Asking about the permission inherit from the parent directory
Asking about the permission inherit from the parent directory
I am running the web app with tomcat8, I did use umask 007 to set permission for folder which enable the sub files and folder inherit the permission from the parent directory, I was successful which some directories but the directories under the tomcat8/webapps did not inherit the permissions. Could you please suggest me other ways?
For example :
I set the permissions before running script to deploy the web app under tomcat8.
After running the script, it copy some files and directories to the folder1, folder2, backupfolder with the same permission with but it doesnt work with the tomcat8/webapps directory. Could anyone help me? Thank you!
Last edited by vbe; 11-14-2019 at 04:54 AM..
Reason: Typo
Hi, I'm new to unix -solaris.
I've just upgraded a third party software product and am testing
it to see if new files created in a test database directory were being created properly and they aren't. They're owned by the user that created the file, instead of poppa and the group of their files... (2 Replies)
In our file system, the SGID for a directory is set right now. Any new files created in this directory will automatically be assigned the same group from the parent directory.
Is there a way to inherit the file permission from the parent directory as well? The OS is Solaris 2.8.
Example:... (1 Reply)
Hi All,
I have an issue that's eating my head for few days. I would appreciate if anyone could help me out in this to resolve this.
In Solaris 8 container I am facing the below issue.
As oracle user when I do ls -l in /dboracle mountpoint getting permission denied error messages.
$ ls... (3 Replies)
Hi there,
I want to restrict a users account to only a subdirectory, but it does not seem to be working.
For example
/dir1/dir2/dir3/dir4
user A is only allowed to do things in dir4. the permission is 777.
i've set the permissions to 700 on dir3, dir2, and dir1 to prevent them from... (3 Replies)
Hi folks,
I have an query that is let say i have to search in an xml file an tag that is <abcdef> now this xml file is at /opt/usr/local so one fastest way to achieve this is go to this location by cd /opt/usr/local and then do grep like this... grep -i abcdef but for this I must know the... (4 Replies)
Hi.
My example:
I have a filesystem /log. Everyday, log files are copied to /log. I'd like to set owner and permission for files and directories in /log like that
chown -R log_adm /log/*
chmod -R 544 /log/*It's OK, but just at that time. When a new log file or new directory is created in /log,... (8 Replies)
Asking about the permission inherit from the parent directory
I am running the web app with tomcat8, I did use umask 007 to set permission for folder which enable the sub files and folder inherit the permission from the parent directory, I was successful which some directories but the directories... (2 Replies)
Discussion started by: janecaongoc
2 Replies
LEARN ABOUT NETBSD
mkdir
MKDIR(1) BSD General Commands Manual MKDIR(1)NAME
mkdir -- make directories
SYNOPSIS
mkdir [-p] [-m mode] directory_name ...
DESCRIPTION
mkdir creates the directories named as operands, in the order specified, using mode rwxrwxrwx (0777) as modified by the current umask(2).
The options are as follows:
-m Set the file permission bits of the final created directory to the specified mode. The mode argument can be in any of the formats
specified to the chmod(1) utility. If a symbolic mode is specified, the operation characters ``+'' and ``-'' are interpreted rela-
tive to an initial mode of ``a=rwx''.
-p Create intermediate directories as required. If this option is not specified, the full path prefix of each operand must already
exist. Intermediate directories are created with permission bits of rwxrwxrwx (0777) as modified by the current umask, plus write
and search permission for the owner. Do not consider it an error if the argument directory already exists.
The user must have write permission in the parent directory.
EXIT STATUS
mkdir exits 0 if successful, and >0 if an error occurred.
SEE ALSO chmod(1), rmdir(1), mkdir(2), umask(2)STANDARDS
The mkdir utility is expected to be IEEE Std 1003.2 (``POSIX.2'') compatible.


ASSIGNED TASK: Pictures do not belong in the copy; restate the records below word for word.

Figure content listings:
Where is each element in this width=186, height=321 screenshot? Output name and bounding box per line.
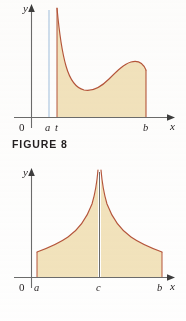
x-tick-label-a: a	[34, 282, 39, 293]
y-axis-label: y	[22, 2, 28, 14]
shaded-area-region-right	[101, 176, 162, 277]
y-axis-arrowhead	[28, 168, 35, 176]
x-axis-label: x	[169, 120, 175, 132]
x-tick-label-c: c	[96, 282, 101, 293]
figure-9-chart: y x 0 a c b	[0, 160, 186, 300]
y-axis-arrowhead	[28, 4, 35, 12]
figure-8-caption: FIGURE 8	[12, 138, 68, 150]
x-tick-label-t: t	[55, 122, 59, 133]
x-axis-label: x	[169, 280, 175, 292]
x-tick-label-b: b	[157, 282, 162, 293]
x-tick-label-b: b	[143, 122, 148, 133]
figure-8: y x 0 a t b FIGURE 8	[0, 0, 186, 160]
figure-9: y x 0 a c b FIGURE 9	[0, 160, 186, 321]
y-axis-label: y	[22, 166, 28, 178]
origin-label: 0	[19, 281, 25, 293]
shaded-area-region	[57, 11, 146, 117]
shaded-area-region	[37, 176, 98, 277]
x-tick-label-a: a	[45, 122, 50, 133]
origin-label: 0	[19, 121, 25, 133]
figures-page: y x 0 a t b FIGURE 8	[0, 0, 186, 321]
figure-8-chart: y x 0 a t b	[0, 0, 186, 140]
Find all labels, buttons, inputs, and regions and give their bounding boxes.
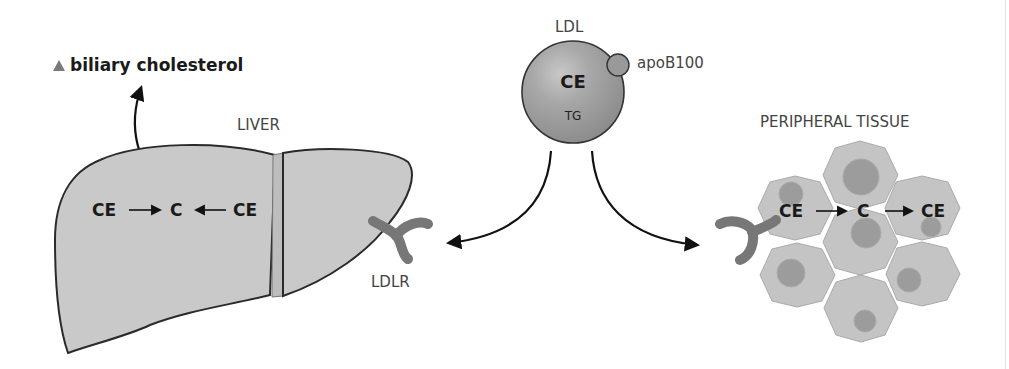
- ldl-cholesterol-diagram: biliary cholesterol LIVER CE C CE LDLR L…: [0, 0, 1009, 369]
- biliary-cholesterol-annotation: biliary cholesterol: [53, 55, 243, 75]
- ldl-tg: TG: [564, 109, 582, 123]
- peripheral-tissue-label: PERIPHERAL TISSUE: [760, 113, 909, 131]
- ldl-ce: CE: [560, 71, 586, 92]
- tissue-c: C: [857, 201, 869, 221]
- tissue-ce-right: CE: [921, 201, 945, 221]
- apob100-protein: [607, 54, 629, 76]
- ldl-label: LDL: [555, 18, 584, 36]
- biliary-cholesterol-label: biliary cholesterol: [70, 55, 243, 75]
- ldl-to-tissue-arrow: [592, 151, 697, 245]
- liver-label: LIVER: [237, 116, 280, 134]
- triangle-up-icon: [53, 60, 65, 71]
- liver-ldlr-receptor: [373, 221, 428, 259]
- apob100-label: apoB100: [637, 54, 704, 72]
- ldlr-label: LDLR: [371, 273, 410, 291]
- peripheral-tissue-cells: [758, 141, 960, 342]
- ldl-particle: CE TG: [522, 41, 629, 143]
- liver-organ: [55, 145, 412, 353]
- liver-ce-right: CE: [233, 200, 257, 220]
- liver-c: C: [170, 200, 182, 220]
- ldl-to-liver-arrow: [449, 151, 551, 243]
- liver-ce-left: CE: [92, 200, 116, 220]
- tissue-ldlr-receptor: [720, 220, 776, 260]
- tissue-ce-left: CE: [779, 201, 803, 221]
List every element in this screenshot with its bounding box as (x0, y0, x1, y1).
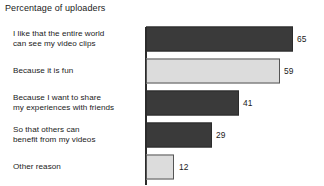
bar-chart: Percentage of uploaders I like that the … (0, 0, 324, 186)
bar-category-label: So that others can benefit from my video… (13, 125, 141, 146)
chart-title: Percentage of uploaders (5, 3, 105, 13)
bar-category-label: Other reason (13, 162, 141, 172)
bar-segment (146, 155, 174, 180)
bar-segment (146, 91, 239, 116)
bar-row: Because I want to share my experiences w… (0, 88, 324, 118)
bar-category-label: Because I want to share my experiences w… (13, 93, 141, 114)
bar-category-label-line: Because I want to share (13, 93, 141, 103)
bar-segment (146, 59, 280, 84)
bar-value-label: 12 (179, 162, 188, 172)
bar-category-label-line: can see my video clips (13, 39, 141, 49)
bar-category-label-line: I like that the entire world (13, 29, 141, 39)
bar-value-label: 41 (243, 98, 252, 108)
bar-row: Because it is fun 59 (0, 56, 324, 86)
bar-value-label: 29 (216, 130, 225, 140)
bar-category-label-line: Because it is fun (13, 66, 141, 76)
bar-category-label-line: Other reason (13, 162, 141, 172)
bar-category-label: Because it is fun (13, 66, 141, 76)
bar-segment (146, 123, 212, 148)
bar-value-label: 65 (297, 34, 306, 44)
bar-row: Other reason 12 (0, 152, 324, 182)
bar-row: I like that the entire world can see my … (0, 24, 324, 54)
bar-category-label-line: So that others can (13, 125, 141, 135)
bar-category-label: I like that the entire world can see my … (13, 29, 141, 50)
bar-category-label-line: my experiences with friends (13, 103, 141, 113)
plot-area: I like that the entire world can see my … (0, 24, 324, 186)
bar-category-label-line: benefit from my videos (13, 135, 141, 145)
bar-value-label: 59 (284, 66, 293, 76)
bar-segment (146, 27, 293, 52)
bar-row: So that others can benefit from my video… (0, 120, 324, 150)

SOLUTION TO THIS EXERCISE:
Where is each element in this width=186, height=321 screenshot? Output name and bounding box per line.
x-tick-label-a: a	[34, 282, 39, 293]
y-axis-label: y	[22, 2, 28, 14]
shaded-area-region-right	[101, 176, 162, 277]
y-axis-arrowhead	[28, 168, 35, 176]
x-axis-label: x	[169, 120, 175, 132]
x-tick-label-c: c	[96, 282, 101, 293]
figure-9-chart: y x 0 a c b	[0, 160, 186, 300]
y-axis-arrowhead	[28, 4, 35, 12]
figure-8-caption: FIGURE 8	[12, 138, 68, 150]
x-tick-label-t: t	[55, 122, 59, 133]
x-axis-label: x	[169, 280, 175, 292]
x-tick-label-b: b	[157, 282, 162, 293]
x-tick-label-b: b	[143, 122, 148, 133]
figure-8: y x 0 a t b FIGURE 8	[0, 0, 186, 160]
figure-9: y x 0 a c b FIGURE 9	[0, 160, 186, 321]
y-axis-label: y	[22, 166, 28, 178]
origin-label: 0	[19, 281, 25, 293]
shaded-area-region	[57, 11, 146, 117]
shaded-area-region	[37, 176, 98, 277]
x-tick-label-a: a	[45, 122, 50, 133]
origin-label: 0	[19, 121, 25, 133]
figures-page: y x 0 a t b FIGURE 8	[0, 0, 186, 321]
figure-8-chart: y x 0 a t b	[0, 0, 186, 140]
Find all labels, buttons, inputs, and regions and give their bounding boxes.
- ldl-cholesterol-diagram: biliary cholesterol LIVER CE C CE LDLR L…: [0, 0, 1009, 369]
- biliary-cholesterol-annotation: biliary cholesterol: [53, 55, 243, 75]
- ldl-tg: TG: [564, 109, 582, 123]
- peripheral-tissue-label: PERIPHERAL TISSUE: [760, 113, 909, 131]
- ldl-ce: CE: [560, 71, 586, 92]
- tissue-c: C: [857, 201, 869, 221]
- tissue-ce-right: CE: [921, 201, 945, 221]
- apob100-protein: [607, 54, 629, 76]
- ldl-label: LDL: [555, 18, 584, 36]
- biliary-cholesterol-label: biliary cholesterol: [70, 55, 243, 75]
- ldl-to-tissue-arrow: [592, 151, 697, 245]
- liver-label: LIVER: [237, 116, 280, 134]
- triangle-up-icon: [53, 60, 65, 71]
- liver-ldlr-receptor: [373, 221, 428, 259]
- apob100-label: apoB100: [637, 54, 704, 72]
- ldlr-label: LDLR: [371, 273, 410, 291]
- peripheral-tissue-cells: [758, 141, 960, 342]
- ldl-particle: CE TG: [522, 41, 629, 143]
- liver-organ: [55, 145, 412, 353]
- liver-ce-right: CE: [233, 200, 257, 220]
- liver-c: C: [170, 200, 182, 220]
- ldl-to-liver-arrow: [449, 151, 551, 243]
- liver-ce-left: CE: [92, 200, 116, 220]
- tissue-ldlr-receptor: [720, 220, 776, 260]
- tissue-ce-left: CE: [779, 201, 803, 221]
List every element in this screenshot with its bounding box as (x0, y0, x1, y1).
bar-chart: Percentage of uploaders I like that the … (0, 0, 324, 186)
bar-category-label: So that others can benefit from my video… (13, 125, 141, 146)
chart-title: Percentage of uploaders (5, 3, 105, 13)
bar-category-label: Other reason (13, 162, 141, 172)
bar-segment (146, 155, 174, 180)
bar-segment (146, 91, 239, 116)
bar-row: Because I want to share my experiences w… (0, 88, 324, 118)
bar-category-label: Because I want to share my experiences w… (13, 93, 141, 114)
bar-category-label-line: Because I want to share (13, 93, 141, 103)
bar-segment (146, 59, 280, 84)
bar-value-label: 12 (179, 162, 188, 172)
bar-category-label-line: can see my video clips (13, 39, 141, 49)
bar-category-label-line: I like that the entire world (13, 29, 141, 39)
bar-value-label: 41 (243, 98, 252, 108)
bar-row: Because it is fun 59 (0, 56, 324, 86)
bar-value-label: 29 (216, 130, 225, 140)
bar-category-label-line: Because it is fun (13, 66, 141, 76)
bar-category-label-line: Other reason (13, 162, 141, 172)
bar-category-label: Because it is fun (13, 66, 141, 76)
bar-segment (146, 123, 212, 148)
bar-value-label: 65 (297, 34, 306, 44)
bar-row: Other reason 12 (0, 152, 324, 182)
bar-row: I like that the entire world can see my … (0, 24, 324, 54)
bar-category-label-line: So that others can (13, 125, 141, 135)
bar-category-label: I like that the entire world can see my … (13, 29, 141, 50)
bar-category-label-line: my experiences with friends (13, 103, 141, 113)
plot-area: I like that the entire world can see my … (0, 24, 324, 186)
bar-category-label-line: benefit from my videos (13, 135, 141, 145)
bar-value-label: 59 (284, 66, 293, 76)
bar-segment (146, 27, 293, 52)
bar-row: So that others can benefit from my video… (0, 120, 324, 150)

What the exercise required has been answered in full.